The design of work has been and will continue to be a central problem challenging organization theory and practice. The system of arrangement and procedure for doing work affects all workers every day throughout the world. When work design model comprises different people which are examined longitudinally. This method permits an examination of adaptation processes on changing fitness landscapes, suggesting how work systems may increase, decrease or sustain their relative performances over time. The model shows the close interaction of workers. This links the increasing knowledge intensively and geographical distance.

Organizations are located throughout the world can often do the same work, as a result, the model may be used in studying the transfer of workers between and among companies. competition for work is growing between different organizations from different countries and cultures. Technology advances and performances demands are creating an increasingly novel arrangement for doing work. Competitive pressures are leading organizations to reconfigure the arrangements for dong work by focusing on their distinctive competencies. (Blyton, Morris, 1991)

The model solves the problems of vertical and horizontal dimensions of the work design system. It highlights three interrelated problems of work design of significant interest to practitioners. The modularity problem of dividing work and specifying the nature of responsibilities between organizations units of one or more firms that provides the subsystems which include the components and modules of the work system. For practitioners, a modularity problem could be that of deciding at what point to cleave work systems into components for allocation among subunits contained within a firm’s boundaries or outsourcings with external organizational units. (Gunnigle, Morley, Clifford, Turner, 1997)

The practitioner’s hierarchical problem of coordinating work and specifying the nature of responsibilities across hierarchical levels within units of an organization or a network arises in form of recognizing interdependencies and accountabilities for work performance across different levels. The map does not address the network problem produced by the interaction of vertical and horizontal division of work and responsibilities across hierarchical levels and units within and/or between organizations, and this represents the subsystem of a complex network. This arises due to the complexity of the multiplex sourcing relationships that constitute its alliance’s network.

Reference

Allen, K. (1997). Fianna Fáil and Irish labour: 1926 to the Present: London, Pluto Press.

Atkinson, J. (1984): Manpower strategies for flexible organizations: in Personnel Management (London), pp. 28-31.

Blyton, P.; Morris, J. (1991) A flexible future: Handy, Charles, Gods of Management: How they work, and why they fail: Pan, London.

Brewster, C.; Hegewisch, A. (1994): Policy and practice in European human resource management. The Price Waterhouse Cranfield study: London, Routledge.

Clifford, N.; Morley, M.; Gunnigle, P. (1997): Part-time work in Europe in Employee Relations (Bradford), Vol. 19, No. 6, pp. 555-567.

Courtney, U. (1994): A need to look again at contracts of employment: (Dublin), Vol. 12, No. 282, pp. 13-14.

Gunnigle, P.; Flood, P.; Morley, M.; Turner, T. (1994) Continuity and change in Irish employee relations: Dublin, Oak Tree Press.

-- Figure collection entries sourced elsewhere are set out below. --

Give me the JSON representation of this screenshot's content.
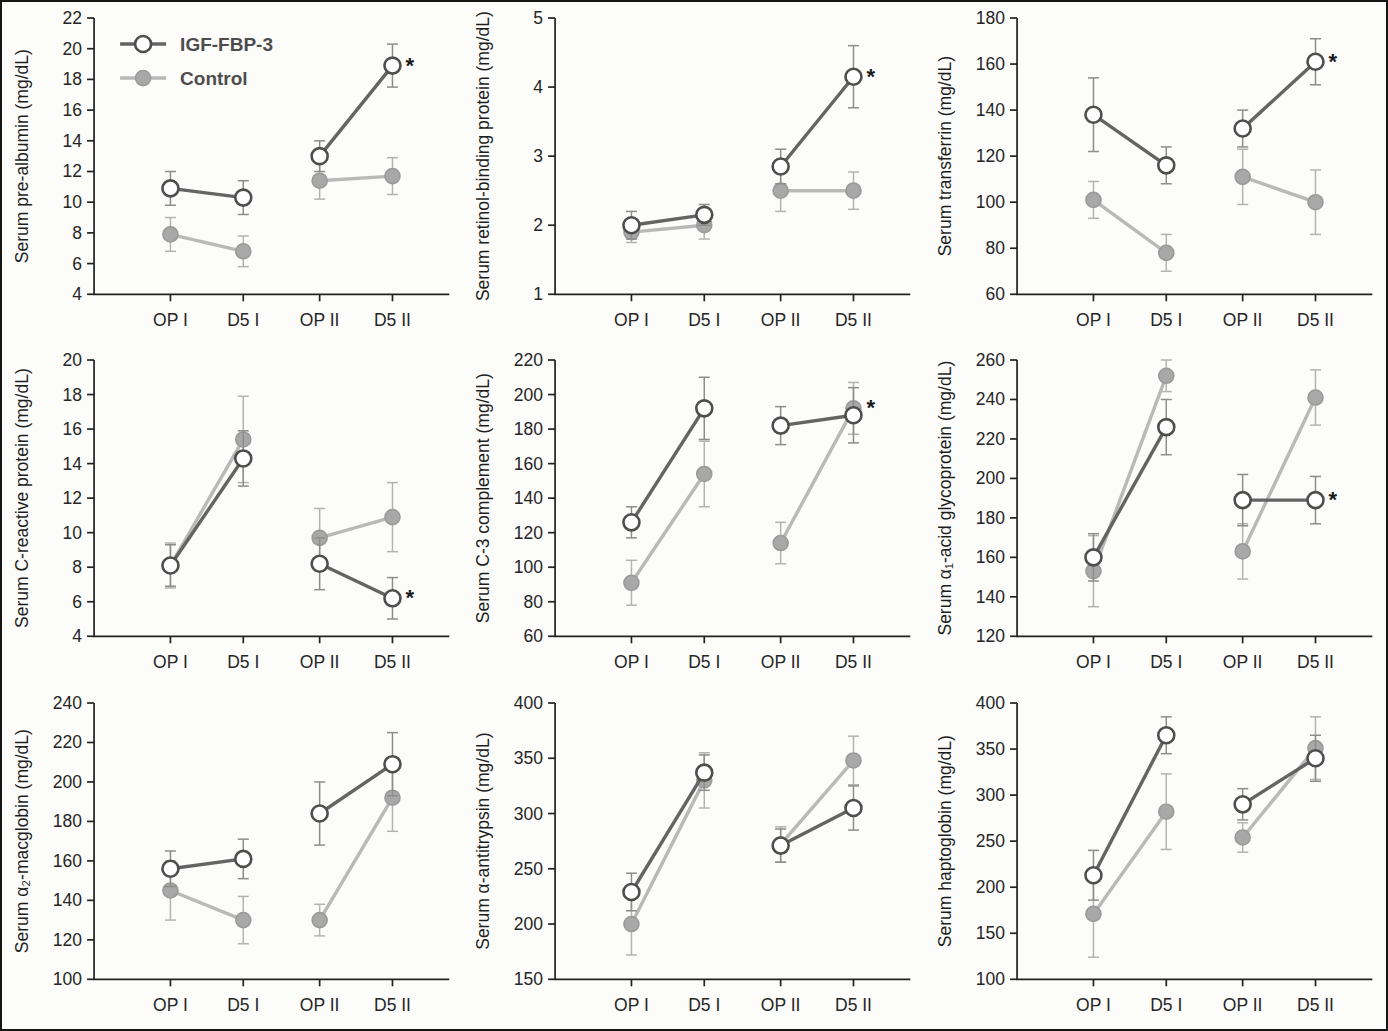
{
  "figure": {
    "background": "#fcfcfa",
    "border_color": "#161616",
    "categories": [
      "OP I",
      "D5 I",
      "OP II",
      "D5 II"
    ],
    "legend": {
      "position": "top-left-first-panel",
      "items": [
        {
          "label": "IGF-FBP-3",
          "series": "igf"
        },
        {
          "label": "Control",
          "series": "control"
        }
      ]
    },
    "colors": {
      "igf_line": "#646464",
      "igf_marker_fill": "#ffffff",
      "igf_marker_stroke": "#4e4e4e",
      "control_line": "#b9b9b9",
      "control_marker_fill": "#a8a8a8",
      "control_marker_stroke": "#9a9a9a",
      "error_igf": "#8d8d8d",
      "error_control": "#b3b3b3",
      "axis": "#222222",
      "tick_text": "#262626",
      "ylabel_text": "#1e1e1e",
      "legend_text": "#4d4d4d",
      "star": "#1a1a1a"
    }
  },
  "chart_data": [
    {
      "id": "pre-albumin",
      "type": "line",
      "ylabel": "Serum pre-albumin (mg/dL)",
      "ylim": [
        4,
        22
      ],
      "ytick_step": 2,
      "grid": false,
      "show_legend": true,
      "segments": [
        [
          0,
          1
        ],
        [
          2,
          3
        ]
      ],
      "series": [
        {
          "name": "IGF-FBP-3",
          "key": "igf",
          "values": [
            10.9,
            10.3,
            13.0,
            18.9
          ],
          "errors": [
            1.1,
            1.1,
            1.0,
            1.4
          ]
        },
        {
          "name": "Control",
          "key": "control",
          "values": [
            7.9,
            6.8,
            11.4,
            11.7
          ],
          "errors": [
            1.1,
            1.0,
            1.2,
            1.2
          ]
        }
      ],
      "significance": {
        "series": "igf",
        "index": 3,
        "symbol": "*"
      }
    },
    {
      "id": "retinol-binding-protein",
      "type": "line",
      "ylabel": "Serum retinol-binding protein (mg/dL)",
      "ylim": [
        1,
        5
      ],
      "ytick_step": 1,
      "grid": false,
      "show_legend": false,
      "segments": [
        [
          0,
          1
        ],
        [
          2,
          3
        ]
      ],
      "series": [
        {
          "name": "IGF-FBP-3",
          "key": "igf",
          "values": [
            2.0,
            2.15,
            2.85,
            4.15
          ],
          "errors": [
            0.2,
            0.15,
            0.25,
            0.45
          ]
        },
        {
          "name": "Control",
          "key": "control",
          "values": [
            1.9,
            2.0,
            2.5,
            2.5
          ],
          "errors": [
            0.15,
            0.2,
            0.3,
            0.27
          ]
        }
      ],
      "significance": {
        "series": "igf",
        "index": 3,
        "symbol": "*"
      }
    },
    {
      "id": "transferrin",
      "type": "line",
      "ylabel": "Serum transferrin (mg/dL)",
      "ylim": [
        60,
        180
      ],
      "ytick_step": 20,
      "grid": false,
      "show_legend": false,
      "segments": [
        [
          0,
          1
        ],
        [
          2,
          3
        ]
      ],
      "series": [
        {
          "name": "IGF-FBP-3",
          "key": "igf",
          "values": [
            138,
            116,
            132,
            161
          ],
          "errors": [
            16,
            8,
            8,
            10
          ]
        },
        {
          "name": "Control",
          "key": "control",
          "values": [
            101,
            78,
            111,
            100
          ],
          "errors": [
            8,
            8,
            12,
            14
          ]
        }
      ],
      "significance": {
        "series": "igf",
        "index": 3,
        "symbol": "*"
      }
    },
    {
      "id": "c-reactive-protein",
      "type": "line",
      "ylabel": "Serum C-reactive protein (mg/dL)",
      "ylim": [
        4,
        20
      ],
      "ytick_step": 2,
      "grid": false,
      "show_legend": false,
      "segments": [
        [
          0,
          1
        ],
        [
          2,
          3
        ]
      ],
      "series": [
        {
          "name": "IGF-FBP-3",
          "key": "igf",
          "values": [
            8.1,
            14.3,
            8.2,
            6.2
          ],
          "errors": [
            1.2,
            1.6,
            1.5,
            1.2
          ]
        },
        {
          "name": "Control",
          "key": "control",
          "values": [
            8.1,
            15.4,
            9.7,
            10.9
          ],
          "errors": [
            1.3,
            2.5,
            1.7,
            2.0
          ]
        }
      ],
      "significance": {
        "series": "igf",
        "index": 3,
        "symbol": "*"
      }
    },
    {
      "id": "c3-complement",
      "type": "line",
      "ylabel": "Serum C-3 complement (mg/dL)",
      "ylim": [
        60,
        220
      ],
      "ytick_step": 20,
      "grid": false,
      "show_legend": false,
      "segments": [
        [
          0,
          1
        ],
        [
          2,
          3
        ]
      ],
      "series": [
        {
          "name": "IGF-FBP-3",
          "key": "igf",
          "values": [
            126,
            192,
            182,
            188
          ],
          "errors": [
            9,
            18,
            11,
            16
          ]
        },
        {
          "name": "Control",
          "key": "control",
          "values": [
            91,
            154,
            114,
            192
          ],
          "errors": [
            13,
            19,
            12,
            15
          ]
        }
      ],
      "significance": {
        "series": "control",
        "index": 3,
        "symbol": "*"
      }
    },
    {
      "id": "alpha1-acid-glycoprotein",
      "type": "line",
      "ylabel": "Serum α₁-acid glycoprotein (mg/dL)",
      "ylim": [
        120,
        260
      ],
      "ytick_step": 20,
      "grid": false,
      "show_legend": false,
      "segments": [
        [
          0,
          1
        ],
        [
          2,
          3
        ]
      ],
      "series": [
        {
          "name": "IGF-FBP-3",
          "key": "igf",
          "values": [
            160,
            226,
            189,
            189
          ],
          "errors": [
            12,
            14,
            13,
            12
          ]
        },
        {
          "name": "Control",
          "key": "control",
          "values": [
            153,
            252,
            163,
            241
          ],
          "errors": [
            18,
            8,
            14,
            14
          ]
        }
      ],
      "significance": {
        "series": "igf",
        "index": 3,
        "symbol": "*"
      }
    },
    {
      "id": "alpha2-macglobin",
      "type": "line",
      "ylabel": "Serum α₂-macglobin (mg/dL)",
      "ylim": [
        100,
        240
      ],
      "ytick_step": 20,
      "grid": false,
      "show_legend": false,
      "segments": [
        [
          0,
          1
        ],
        [
          2,
          3
        ]
      ],
      "series": [
        {
          "name": "IGF-FBP-3",
          "key": "igf",
          "values": [
            156,
            161,
            184,
            209
          ],
          "errors": [
            9,
            10,
            16,
            16
          ]
        },
        {
          "name": "Control",
          "key": "control",
          "values": [
            145,
            130,
            130,
            192
          ],
          "errors": [
            15,
            12,
            8,
            17
          ]
        }
      ],
      "significance": null
    },
    {
      "id": "alpha-antitrypsin",
      "type": "line",
      "ylabel": "Serum α-antitrypsin (mg/dL)",
      "ylim": [
        150,
        400
      ],
      "ytick_step": 50,
      "grid": false,
      "show_legend": false,
      "segments": [
        [
          0,
          1
        ],
        [
          2,
          3
        ]
      ],
      "series": [
        {
          "name": "IGF-FBP-3",
          "key": "igf",
          "values": [
            229,
            337,
            271,
            305
          ],
          "errors": [
            17,
            16,
            15,
            20
          ]
        },
        {
          "name": "Control",
          "key": "control",
          "values": [
            200,
            330,
            272,
            348
          ],
          "errors": [
            28,
            25,
            16,
            22
          ]
        }
      ],
      "significance": null
    },
    {
      "id": "haptoglobin",
      "type": "line",
      "ylabel": "Serum haptoglobin (mg/dL)",
      "ylim": [
        100,
        400
      ],
      "ytick_step": 50,
      "grid": false,
      "show_legend": false,
      "segments": [
        [
          0,
          1
        ],
        [
          2,
          3
        ]
      ],
      "series": [
        {
          "name": "IGF-FBP-3",
          "key": "igf",
          "values": [
            213,
            365,
            290,
            340
          ],
          "errors": [
            27,
            20,
            17,
            25
          ]
        },
        {
          "name": "Control",
          "key": "control",
          "values": [
            171,
            282,
            254,
            351
          ],
          "errors": [
            47,
            41,
            16,
            34
          ]
        }
      ],
      "significance": null
    }
  ]
}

Gunnigle, P.; Morley, M.; Clifford, N.; Turner, T. (1997): Human resource management in organizations: Practice in perspective: Dublin, Oak Tree Press.

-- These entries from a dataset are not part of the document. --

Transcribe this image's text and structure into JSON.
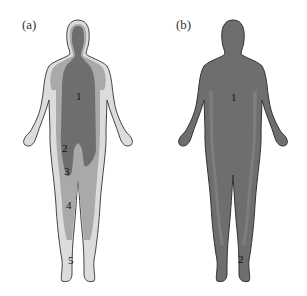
{
  "figure": {
    "panels": [
      {
        "label": "(a)",
        "colors": {
          "outline": "#444444",
          "outer": "#dcdcdc",
          "middle": "#a9a9a9",
          "core": "#6e6e6e"
        },
        "zones": [
          {
            "num": "1",
            "x": 78,
            "y": 95
          },
          {
            "num": "2",
            "x": 61,
            "y": 145
          },
          {
            "num": "3",
            "x": 64,
            "y": 168
          },
          {
            "num": "4",
            "x": 66,
            "y": 204
          },
          {
            "num": "5",
            "x": 69,
            "y": 258
          }
        ]
      },
      {
        "label": "(b)",
        "colors": {
          "outline": "#333333",
          "outer": "#6e6e6e",
          "middle": "#7a7a7a",
          "core": "#6a6a6a"
        },
        "zones": [
          {
            "num": "1",
            "x": 79,
            "y": 95
          },
          {
            "num": "2",
            "x": 86,
            "y": 257
          }
        ]
      }
    ]
  }
}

Hawkins, K. (1978): The management of industrial relations: London, Kogan Page.

Morley, M.; Gunnigle, P. (1994): Trends in flexible working patterns in Ireland: Continuity and change in Irish employee relations: Dublin, Oak Tree Press.

Morley, M.; Gunnigle, P.; Heraty, N. (1995): Developments in flexible working practices in the Republic of Ireland: Bradford, Vol. 16, No. 8. pp. 38-58.

Naughton, M. (1993): Total quality – The implications for competitive and positive trade unionism: Dublin, SIPTU.

Pollert, A. (1987): The flexible firm: A model in search of reality or a policy in search of practice? Warwick Papers in Industrial Relations: Warwick University, No. 19.